Leaders in both organisations could cite — unprompted — a recent decision they made that the data reversed. Not a minor one. A meaningful commercial or product commitment that they personally believed in, that the data said was wrong, and that they changed based on the data. And they were right to change it. They had the outcome record to prove it.
The practice of committing to a threshold before pulling data was enforced at both. Not universally — humans are human — but consistently enough that it shaped the culture. When a leader started a meeting with "the data shows," someone would ask "what did you expect to see before you pulled it?" That question changed the conversation.
Both had invested heavily in data quality before investing in BI tooling. Not the other way around. They had data contracts between producing and consuming systems. They had tests on their transformation layer. They had a defined owner for every metric in the business.
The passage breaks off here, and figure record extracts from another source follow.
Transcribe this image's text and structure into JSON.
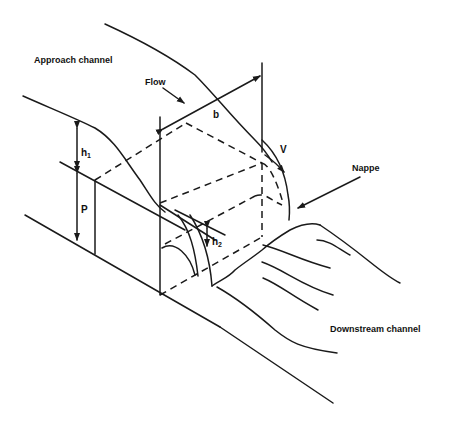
{
  "figure": {
    "type": "diagram",
    "colors": {
      "line": "#1a1a1a",
      "background": "#ffffff"
    }
  },
  "labels": {
    "approach_channel": "Approach channel",
    "flow": "Flow",
    "b": "b",
    "v": "V",
    "nappe": "Nappe",
    "h1_main": "h",
    "h1_sub": "1",
    "p": "P",
    "h2_main": "h",
    "h2_sub": "2",
    "downstream_channel": "Downstream channel"
  }
}
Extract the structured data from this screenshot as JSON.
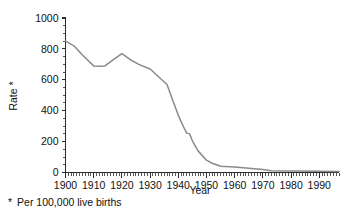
{
  "chart_data": {
    "type": "line",
    "title": "",
    "subtitle": "",
    "xlabel": "Year",
    "ylabel": "Rate *",
    "xlim": [
      1900,
      1997
    ],
    "ylim": [
      0,
      1000
    ],
    "grid": false,
    "legend": null,
    "x_ticks": [
      1900,
      1910,
      1920,
      1930,
      1940,
      1950,
      1960,
      1970,
      1980,
      1990
    ],
    "x_tick_labels": [
      "1900",
      "1910",
      "1920",
      "1930",
      "1940",
      "1950",
      "1960",
      "1970",
      "1980",
      "1990"
    ],
    "x_minor_tick_interval": 1,
    "y_ticks": [
      0,
      200,
      400,
      600,
      800,
      1000
    ],
    "y_tick_labels": [
      "0",
      "200",
      "400",
      "600",
      "800",
      "1000"
    ],
    "y_minor_tick_interval": 50,
    "line_color": "#8a8a8a",
    "axis_color": "#2b2b2b",
    "series": [
      {
        "name": "Maternal mortality rate",
        "x": [
          1900,
          1903,
          1906,
          1910,
          1912,
          1914,
          1917,
          1920,
          1923,
          1926,
          1930,
          1933,
          1936,
          1938,
          1940,
          1942,
          1943,
          1944,
          1945,
          1947,
          1950,
          1952,
          1955,
          1960,
          1965,
          1970,
          1973,
          1980,
          1990,
          1997
        ],
        "values": [
          850,
          820,
          760,
          690,
          688,
          690,
          730,
          770,
          730,
          700,
          670,
          620,
          570,
          470,
          370,
          290,
          255,
          250,
          205,
          140,
          80,
          60,
          40,
          35,
          28,
          20,
          12,
          10,
          8,
          7
        ]
      }
    ],
    "annotations": [
      {
        "text": "* Per 100,000 live births"
      }
    ]
  },
  "footnote": {
    "star": "*",
    "text": "Per 100,000 live births"
  }
}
Neither of them described their culture as "data-driven." Both described it as "evidence-based." That distinction is not semantic — evidence implies something that can challenge a prior belief. Data is just information. Evidence is information with epistemic power.
If your organisation has the dashboards but not the decisions — and you want to close that gap without another round of tooling investment — let's talk. Book a 30-minute discovery call and I'll tell you directly where the intervention needs to happen.